The 21st-century increase in studies of minoritized groups’ material culture and home-making was accompanied by the rise of studies of everyday ‘heritagization’. Scholarly contributions to diversifying heritage and a practical shift in governance towards policies of social inclusion notwithstanding, binary oppositions between ‘natives’ (and their heritage experts) and minoritized groups endure as categories and still structure heritage practices. But ‘home’ cannot be reduced to such an opposition: we remember earlier homes and travelling away from them; we make ‘home’ where we are with those memories, but also with future wishes en desires; and under conditions shaped by others. Looking at heritage through this more complex lens, we ask how it may help reforming and democratizing authorized heritage-talk and its associated practices.

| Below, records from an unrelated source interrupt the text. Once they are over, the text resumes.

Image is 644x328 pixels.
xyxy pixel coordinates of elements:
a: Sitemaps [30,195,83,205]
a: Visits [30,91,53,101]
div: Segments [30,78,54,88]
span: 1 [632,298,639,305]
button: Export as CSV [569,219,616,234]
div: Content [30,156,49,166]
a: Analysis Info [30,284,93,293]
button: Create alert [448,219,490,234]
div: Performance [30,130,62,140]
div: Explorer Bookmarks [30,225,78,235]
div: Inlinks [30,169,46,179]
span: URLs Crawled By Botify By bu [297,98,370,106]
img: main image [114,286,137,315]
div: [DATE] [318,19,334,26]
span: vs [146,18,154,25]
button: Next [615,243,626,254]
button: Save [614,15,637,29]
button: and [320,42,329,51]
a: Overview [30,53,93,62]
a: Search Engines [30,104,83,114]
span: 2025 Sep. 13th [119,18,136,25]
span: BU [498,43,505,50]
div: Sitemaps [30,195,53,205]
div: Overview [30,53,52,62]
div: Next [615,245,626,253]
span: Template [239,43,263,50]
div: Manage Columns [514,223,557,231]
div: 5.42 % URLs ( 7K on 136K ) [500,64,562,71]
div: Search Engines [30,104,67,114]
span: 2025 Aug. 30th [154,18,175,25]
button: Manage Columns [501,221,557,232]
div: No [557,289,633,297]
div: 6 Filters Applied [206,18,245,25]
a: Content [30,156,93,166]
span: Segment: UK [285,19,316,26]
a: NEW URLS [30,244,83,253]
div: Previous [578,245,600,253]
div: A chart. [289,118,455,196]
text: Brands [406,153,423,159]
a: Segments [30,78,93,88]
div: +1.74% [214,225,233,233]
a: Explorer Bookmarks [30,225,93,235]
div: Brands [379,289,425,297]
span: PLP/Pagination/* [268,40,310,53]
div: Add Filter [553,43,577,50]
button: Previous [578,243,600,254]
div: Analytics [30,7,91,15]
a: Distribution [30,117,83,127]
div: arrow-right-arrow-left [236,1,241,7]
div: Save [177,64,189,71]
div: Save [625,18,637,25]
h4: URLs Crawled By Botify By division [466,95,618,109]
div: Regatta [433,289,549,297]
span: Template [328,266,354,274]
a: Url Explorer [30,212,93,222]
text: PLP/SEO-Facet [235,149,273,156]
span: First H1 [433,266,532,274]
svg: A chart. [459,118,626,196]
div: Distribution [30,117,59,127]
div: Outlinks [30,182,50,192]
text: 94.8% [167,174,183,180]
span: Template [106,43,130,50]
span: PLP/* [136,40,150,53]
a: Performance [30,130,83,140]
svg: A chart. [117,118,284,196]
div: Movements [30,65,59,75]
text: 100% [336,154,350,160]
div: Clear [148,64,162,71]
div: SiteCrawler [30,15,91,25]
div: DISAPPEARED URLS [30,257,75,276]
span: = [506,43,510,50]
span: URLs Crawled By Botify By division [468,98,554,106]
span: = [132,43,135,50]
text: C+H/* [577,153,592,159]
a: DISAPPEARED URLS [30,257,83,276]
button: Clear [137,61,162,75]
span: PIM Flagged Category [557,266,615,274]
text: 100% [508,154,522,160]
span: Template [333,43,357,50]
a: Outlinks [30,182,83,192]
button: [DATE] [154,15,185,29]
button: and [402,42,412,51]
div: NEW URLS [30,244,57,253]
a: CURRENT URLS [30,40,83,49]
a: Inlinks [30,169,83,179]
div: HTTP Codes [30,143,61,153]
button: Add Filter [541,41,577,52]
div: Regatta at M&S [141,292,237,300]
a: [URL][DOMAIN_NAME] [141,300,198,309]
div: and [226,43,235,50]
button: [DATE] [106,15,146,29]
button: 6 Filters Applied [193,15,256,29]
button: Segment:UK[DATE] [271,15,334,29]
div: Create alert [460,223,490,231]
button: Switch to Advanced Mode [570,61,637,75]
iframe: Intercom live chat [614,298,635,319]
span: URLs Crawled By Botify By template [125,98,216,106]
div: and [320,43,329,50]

Practitioners, Audience, and Curators

Three case-studies in this project study the confrontations and collaborations between minoritized groups’ everyday heritage and authoritative heritage institutions: semi-public (allotment) gardening by minoritized groups, museums aiming to displaying minoritized heritage (in the eyes of both makers and visitors), and the experiences of a new generation of ‘multicultural’ curators inside and outside authorized national institutions.

Collaborative Research and Citizen Science

This research project centers collaboration, both with partner institutions and citizens. We will work closely with Imagine IC, Reinwardt Academy for Cultural Heritage and others. Our social partners not only set our agenda but also help us find out which forms of collaboration may lead to more democratic heritage relationships in the future.